Katie Edwards, The Independent
Helena Bonham Carter’s a bloody good actor. Her performances have won her industry accolades and acclaim — and rightly so. But for me at least, her cultural commentary, it turns out, is far less sparkling than her acting career.
In an interview with The Times, Helena Bonham Carter gave it good style about her mate Johnny Depp, who’s also godfather to her kids. You’ll remember Helena and Johnny as two-thirds of the gothic-lite trio they formed alongside Bonham Carter’s ex-partner, Tim Burton.
At one point in the 2000s, Team Burton was so prolific that it spawned a Ricky Gervais joke: “And of course, Helena Bonham Carter is Johnny Depp’s leading lady in the new Tim Burton film.” I agree, it’s hardly a side-splitter, but you get the picture.
It’s perhaps unsurprising then, that Bonham Carter was speaking in support of her dear old friend Johnny in her latest interview with The Times. Depp, you’ll remember, was embroiled in a now-infamous legal battle with his ex-wife, Amber Heard.
After a British court had ruled in favour of The Sun after the paper described Depp as a “wife-beater”, the Pirates of the Caribbean star took his defamation case to the US and sued Heard for her 2018 Washington Post op-ed about domestic violence, alleging that she defamed him by implying that he abused her during their marriage.
This time, the court found that Depp and Heard had defamed each other. The ruling was murky and confused and Heard is currently appealing; however, the verdict has been spun as a moral win for Depp, who, on the stand, flipped the previous narrative and presented himself as a male-victim of domestic violence at the hands of Heard.
Depp v Heard was about defamation, not about assigning victim/perpetrator roles, but that’s what’s happened on social media anyway. In the popular consciousness, Heard lacking the charisma, wealth, star power, fan base and clout of Depp — became the woman everyone loves to hate. Heard has been cast as a 21st-century version of the fin-de-siecle fatal woman — bringing about the downfall of an innocent man through her maleficence and duplicity. She can be blamed for everything about Depp’s professional demise, making his aggression, his vitriol, his misogyny, his vanity and profligacy more comfortable for his fans — those who fell in love with a quietly-spoken man with a startling androgynous beauty and “old-fashioned” manners.
We didn’t get it wrong, we can say to ourselves, it’s not our judgement at fault, we can tell a domestic abuser when we see one, we don’t get hoodwinked and dazzled by beauty and fame, no — it’s all Heard. And Bonham Carter, it seems, is no different. She reckons the US verdict “vindicated” Depp. Heard, of course, was jumping on the #MeToo bandwagon to position herself as the poster girl for domestic abuse.
Putting aside the fact that Heard’s restraining order against Depp was in 2016 — the year before #MeToo went viral — so there was as yet no “bandwagon” on which to jump, the treatment of Heard since the op-ed, and especially since the defamation case verdict, confirms what we already knew: disclosing intimate partner violence is a win for no woman.
Years ago, when I was being sexually harassed by a senior colleague, I approached a senior woman for advice. I was, quite literally, sick with worry. What should I do?
In my opinion, Bonham Carter is privileged, as well as wrong, to consider the exposure of the widespread abuse and harassment of women a “trend”. I’m so glad – genuinely glad – that Bonham Carter has managed to live without the knowledge that so many women learn young: harassment and abuse is a part of women’s everyday life, but speaking up remains a significant risk.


Each line below needs to be returned exactly. Skip any picture.

##### Data for this task #####

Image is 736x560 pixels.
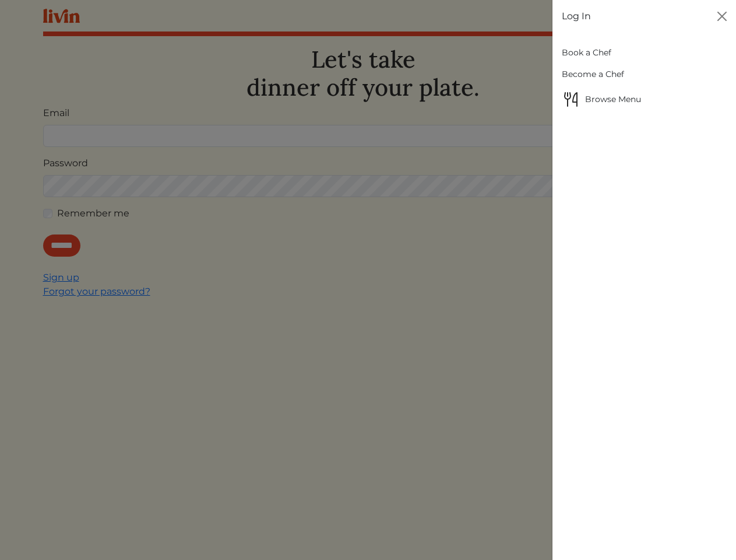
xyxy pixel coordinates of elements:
[562,42,727,64] a: Book a Chef
[562,9,591,23] a: Log In
[562,85,727,113] a: Browse MenuBrowse Menu
[562,90,581,108] img: Browse Menu
[562,64,727,85] a: Become a Chef
[713,7,732,26] button: Close
[562,90,727,108] span: Browse Menu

#####

▶ [The answer]:
Image is 736x560 pixels.
xyxy pixel coordinates of elements:
[562,42,727,64] a: Book a Chef
[562,9,591,23] a: Log In
[562,85,727,113] a: Browse MenuBrowse Menu
[562,90,581,108] img: Browse Menu
[562,64,727,85] a: Become a Chef
[713,7,732,26] button: Close
[562,90,727,108] span: Browse Menu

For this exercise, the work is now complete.